How a Learning Culture Can Shore Up Hospitals Against Risks of Nursing Shortage
By Gigi Acevedo-Parker
The nursing shortage is at crisis levels, forcing actions by providers that promise worrisome safety and quality consequences for their organizations and the communities they serve.
The persistent shortage of registered nurses is expected to tally up to 193,000 open jobs annually through 2032. Combined with other factors, like lack of demand for some services and anticipated Medicaid funding cuts, many providers have closed departments and curtailed services.
Obstetrics departments and related services are among the first to go. Intermountain Health, for example, closed its Grand Junction, Colo. birth center in March 2025, while Los Robles Regional Medical Center in Thousand Oaks, Calif., closed its pediatrics unit in July. But other services are also being hit: Northwest Community Hospital (Arlington Heights, Ill.) eliminated in-patient behavioral health services, while Yale New Haven (Conn.) Health ended a visiting nurse program serving low-income mothers.
Causes of the shortfall are well-known and much discussed: Burnout, when work is intense, demanding and sometimes dangerous. Flagging pay and benefits, in some cases. An aging nurse population with fewer trained replacements available.
Meanwhile, the shortage of all medical professionals continues to affect healthcare quality in the U.S. We spend almost twice as much on healthcare as comparable nations, yet our health outcome quality measures are deteriorating. Premature death rates are higher. Post-operative complications are more common. Rates of medication and treatment errors are higher.
There’s no single or quick fix. But the sector is ramping up initiatives to help relieve the pressure. A critical focal point is education. But related efforts must be thoroughly weighed to counter the downside risks.
The good and bad of accelerated nursing programs
The emphasis on nursing education in the context of today’s conditions is to make it more accessible, more flexible, more affordable and quicker to complete—in as little as 15 months. In 2024, U.S. schools offered 330 accelerated baccalaureate (ABSN) and 104 entry-level masters programs in nursing, with 20 ABSN and 16 masters being planned.
It stands to provide more warm bodies. But provider organizations must anticipate and manage the risk of new workers, fresh out of accelerated programs, who were able to pass their educational requirements and even have a license. But it’s unlikely they have the experience to provide skilled patient care, from decision-making and assessments to effective treatment options.
And without that seasoning, insufficient nursing has been shown to create many safety risks, like mistreatment, errors and delayed care. New nurses, for example, are involved in over half of medical errors. Another study showed care by nurses with limited experience increased in-hospital mortality risk by a factor of 1.05 for patients with comorbidities.
The need for learning culture
There is no single way, of course, to manage all the risks of the shortage of healthcare professionals. What all new healthcare practitioners—not just nurses—need is a supportive environment built on a foundation of learning and teamwork.
Over the long term, making learning a key underpinning of the organization’s values pays off any number of ways, making it more competitive and resilient and less vulnerable to risk. A learning culture is important for creating a quality employee experience that enhances recruitment and retention and ultimately optimizes quality patient care. Employees are more engaged in this type of environment because it reinforces their sense of value.
Here are three considerations for making this shift:
- Ramp up training. Offset the risk of less-skilled/less-experienced healthcare workers asked to provide higher-skill care by providing more in-house, continuous training opportunities. This improves their understanding of how to do the work better, safer, more effectively, and efficiently, and will also create more staff satisfaction.
- Vary the training. It’s not just consistent basic training that’s important. Additional training (for professional staff of all skill levels) on big care risks in the hospital environment have tremendous value. Refreshers on avoiding medication errors and vigilance about medication administration’s “five rights” are essential. So is remedial training on hospital-acquired infections. Protocols for managing the risk of workplace violence is another area of focus.
- Team up. A team approach, led by the most experienced leaders on the nursing staff, is key to a successful learning and working environment. This takes strong management and collaborative support. Mentorships should also be encouraged.
A nurse I know of is just now retiring from direct care at the age of 85. She has continued to do one or two 12-hour shifts during the week, not just because she loves patient care but because she loves her team. She feels her knowledge and skills remain relevant because her employer’s learning environment keeps her on top of new equipment and new methodologies.
It’s a smart organization that creates the sort of environment where health professionals who are physically and mentally able and want to work are equipped with the support they need to do so.
Gigi Acevedo-Parker is National Practice Leader – Clinical Risk Management, for global insurance brokerage Hub International.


• _TASK TO CARRY OUT_
Set down the data below in full, exactly as it reads, but without the pictures.

Content starts

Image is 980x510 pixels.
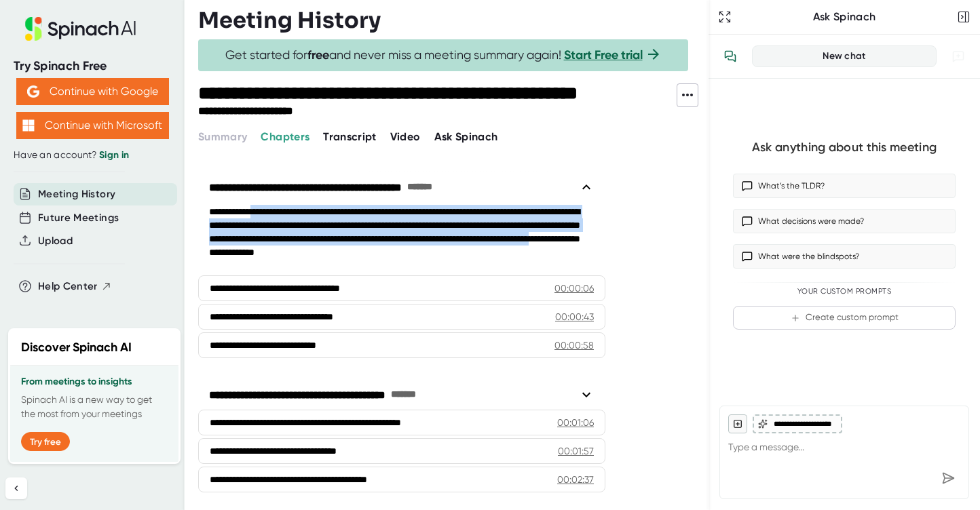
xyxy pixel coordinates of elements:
[555,310,594,324] div: 00:00:43
[198,129,247,146] button: Summary
[14,59,171,74] div: Try Spinach Free
[21,432,70,451] button: Try free
[558,445,594,458] div: 00:01:57
[260,129,310,146] button: Chapters
[717,42,743,70] button: View conversation history
[260,130,310,143] span: Chapters
[198,130,247,143] span: Summary
[38,186,116,203] button: Meeting History
[555,339,594,352] div: 00:00:58
[557,416,594,430] div: 00:01:06
[761,50,928,62] div: New chat
[733,244,955,269] button: What were the blindspots?
[391,129,421,146] button: Video
[225,48,662,63] span: Get started for and never miss a meeting summary again!
[16,112,169,139] button: Continue with Microsoft
[936,466,961,491] div: Send message
[715,8,734,26] button: Expand to Ask Spinach page
[198,8,381,33] h3: Meeting History
[38,279,98,294] span: Help Center
[38,233,72,249] button: Upload
[14,149,171,162] div: Have an account?
[99,149,129,161] a: Sign in
[27,86,39,98] img: Aehbyd4JwY73AAAAAElFTkSuQmCC
[733,209,955,233] button: What decisions were made?
[391,130,421,143] span: Video
[21,377,168,388] h3: From meetings to insights
[21,339,132,357] h2: Discover Spinach AI
[16,78,169,106] button: Continue with Google
[38,279,112,294] button: Help Center
[564,48,643,62] a: Start Free trial
[323,130,377,143] span: Transcript
[733,287,955,297] div: Your Custom Prompts
[955,8,973,26] button: Close conversation sidebar
[323,129,377,146] button: Transcript
[733,306,955,330] button: Create custom prompt
[733,174,955,198] button: What’s the TLDR?
[435,129,498,146] button: Ask Spinach
[307,48,329,62] b: free
[21,393,168,421] p: Spinach AI is a new way to get the most from your meetings
[38,210,119,226] button: Future Meetings
[557,473,594,487] div: 00:02:37
[752,139,937,156] div: Ask anything about this meeting
[435,130,498,143] span: Ask Spinach
[5,478,27,499] button: Collapse sidebar
[734,10,955,24] div: Ask Spinach
[555,282,594,295] div: 00:00:06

Content ends

• _WRITTEN RESPONSE_
Image is 980x510 pixels.
xyxy pixel coordinates of elements:
[555,310,594,324] div: 00:00:43
[198,129,247,146] button: Summary
[14,59,171,74] div: Try Spinach Free
[21,432,70,451] button: Try free
[558,445,594,458] div: 00:01:57
[260,129,310,146] button: Chapters
[717,42,743,70] button: View conversation history
[260,130,310,143] span: Chapters
[198,130,247,143] span: Summary
[38,186,116,203] button: Meeting History
[555,339,594,352] div: 00:00:58
[557,416,594,430] div: 00:01:06
[761,50,928,62] div: New chat
[733,244,955,269] button: What were the blindspots?
[391,129,421,146] button: Video
[225,48,662,63] span: Get started for and never miss a meeting summary again!
[16,112,169,139] button: Continue with Microsoft
[936,466,961,491] div: Send message
[715,8,734,26] button: Expand to Ask Spinach page
[198,8,381,33] h3: Meeting History
[38,279,98,294] span: Help Center
[38,233,72,249] button: Upload
[14,149,171,162] div: Have an account?
[99,149,129,161] a: Sign in
[27,86,39,98] img: Aehbyd4JwY73AAAAAElFTkSuQmCC
[733,209,955,233] button: What decisions were made?
[391,130,421,143] span: Video
[21,377,168,388] h3: From meetings to insights
[21,339,132,357] h2: Discover Spinach AI
[16,78,169,106] button: Continue with Google
[38,279,112,294] button: Help Center
[564,48,643,62] a: Start Free trial
[323,130,377,143] span: Transcript
[733,287,955,297] div: Your Custom Prompts
[955,8,973,26] button: Close conversation sidebar
[323,129,377,146] button: Transcript
[733,306,955,330] button: Create custom prompt
[733,174,955,198] button: What’s the TLDR?
[435,129,498,146] button: Ask Spinach
[307,48,329,62] b: free
[21,393,168,421] p: Spinach AI is a new way to get the most from your meetings
[38,210,119,226] button: Future Meetings
[557,473,594,487] div: 00:02:37
[752,139,937,156] div: Ask anything about this meeting
[435,130,498,143] span: Ask Spinach
[5,478,27,499] button: Collapse sidebar
[734,10,955,24] div: Ask Spinach
[555,282,594,295] div: 00:00:06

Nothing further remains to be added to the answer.